Sound Cuts
Guy Sherwin
Noise music for the eyes. A 6 screen 16mm projection performance of intense audio and visual stimulus.
Arika have been creating events since 2001. The Archive is space to share the documentation of our work, over 600 events from the past 20 years. Browse the archive by event, artists and collections, explore using theme pairs, or use the index for a comprehensive overview.
Noise music for the eyes. A 6 screen 16mm projection performance of intense audio and visual stimulus.
A temporary archive and research space tracing the ways in which sound and audition move through everyday life.
An audio and video investigation of gender cults, Catholicism, hauntings and nuns’ use of audio devices…

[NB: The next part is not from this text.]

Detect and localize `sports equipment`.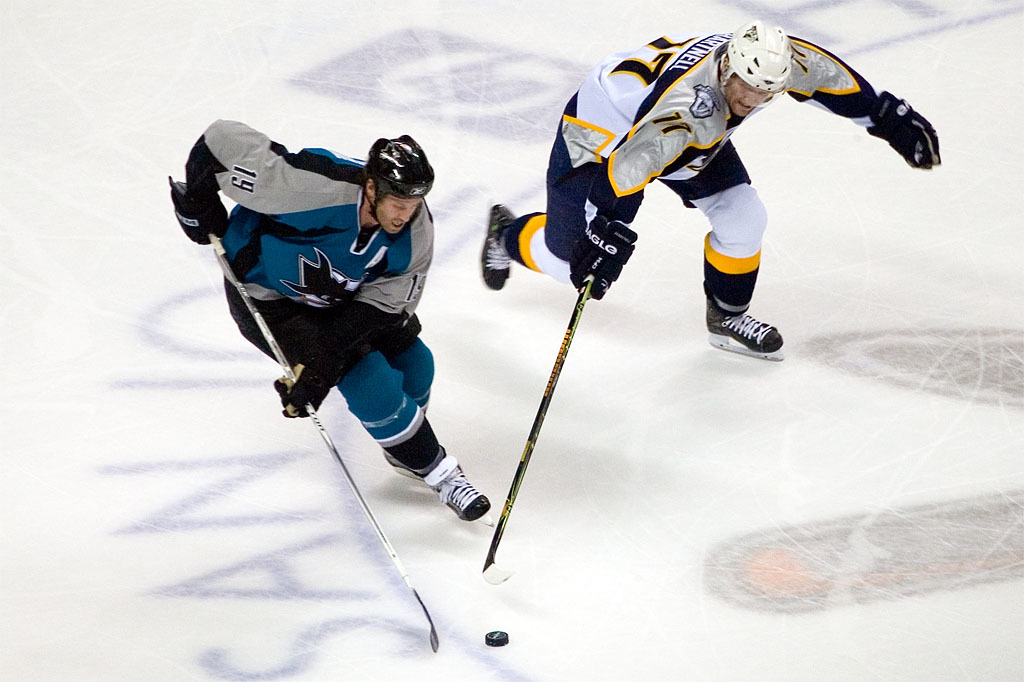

When we look, how do we objectify the body; how can we reflect on our (self) image as a construction?
John Butcher plays and manipulates a feeding back saxophone. Benedict Drew on electronics, broken cables and standing waves.
Juliana’s performances chart the dissonant space and discrepancy between the presumed fixed norms of social life and the fluid lived experience those norms don’t allow for.
Sarah Washington uses electronics and wind-up radios, running out of charge to repsond to the festivals’ Self Cancellation provocation.
With Taku we’ll carry out some simple proposals for doing almost nothing, for re-thinking sound with whatever comes to hand.
Sean and Taku share an interest in structure, space and time. A spartan, abstract, considered and surprisingly musical set.
Underlying radical transfeminism, as an urgent critique of binary essentialism and fixed identities, is the call for a new kind of thinking that can move between and integrate the truths of all lives in their transformations.
The Scottish based Paragon Ensemble has commissioned David Fennessy to compose music for Instal, which will be performed during the evening.
Stripping back the domesticated ‘meaning’ of (everyday, mundane, kitchen) tools to reveal “a lexicon of rage and frustration.” Plus an allegorical use of mundane, everyday things as an examination of how meaning is constructed in film.